Turns out, this looked just fine for my purposes. I updated all the occurrences of these post type
icons to use the invertable class, and declared victory.
Getting fancier?
Are there better ways to make this happen? Possibly. There might even be ways to simplify the color changes down to just a few lines with a lot of selectors. Also, I think I’ve seen mention of color variables. I could define all the light and dark colors in one place, then just refer to them later by variable name. That way, if I ever want to update the look of the site, I’d just have a few lines at the top of the file to change.

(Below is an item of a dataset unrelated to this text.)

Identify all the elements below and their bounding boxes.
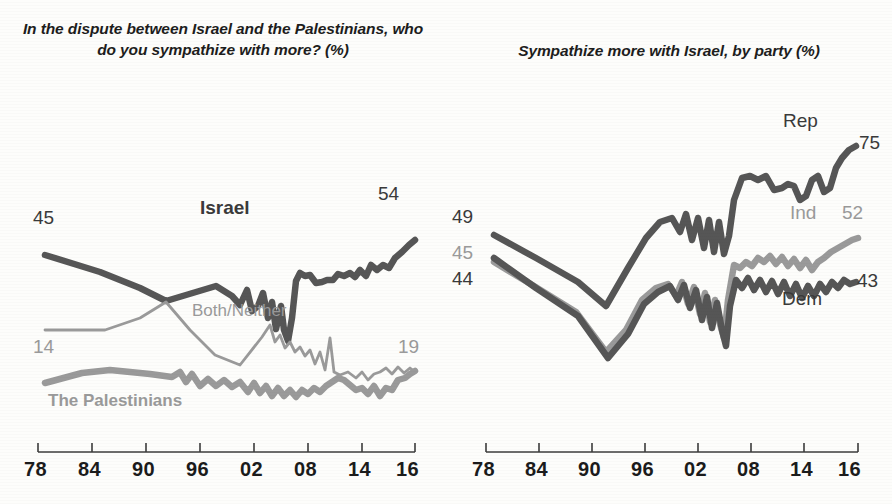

On the other hand, that kind of major overhaul isn’t likely to happen very often, so it’s probably not worth the effort to add that layer of abstraction.

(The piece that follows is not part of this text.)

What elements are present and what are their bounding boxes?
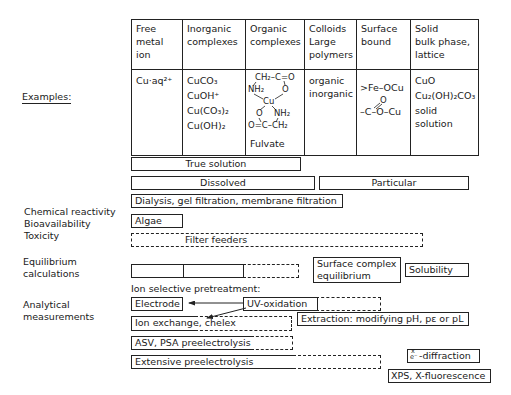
arrow-uv-to-ion-exchange-icon — [207, 308, 246, 318]
arrows-overlay — [0, 0, 511, 395]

My CSS files remain a disorganized mess, and simply cleaning them up is on my ToDo list. Maybe I’ll enlist the help of some real HTML/CSS nerds (my brother, for example). But most likely, I’ll put this on the backburner, spend a week on it 6 months from now, and then leave it at 80% finished for another 5 years.
Meh. As long as the content is viewable and useful, I’m satisfied.
Overall, though, it was fun learning about and implementing dark mode. It does seem to make a big difference, and it wasn’t difficult to add at all.
UPDATE: Ironically, I hadn’t actually tested this post in dark mode until after it went live. And turns out, the syntax highlighting plugin that was being used for the HTML and CSS examples…didn’t support dark mode. Or, rather, I hadn’t selected an appropriate color scheme for dark mode.
One of the first hits I found had a good suggestion for how to fix this, and so I have. I didn’t do any of the javascript switching that they suggested; I just used the hugo gen chromastyles --style=onedark
command to create the relevant CSS code, and dropped that into my CSS file’s dark mode block.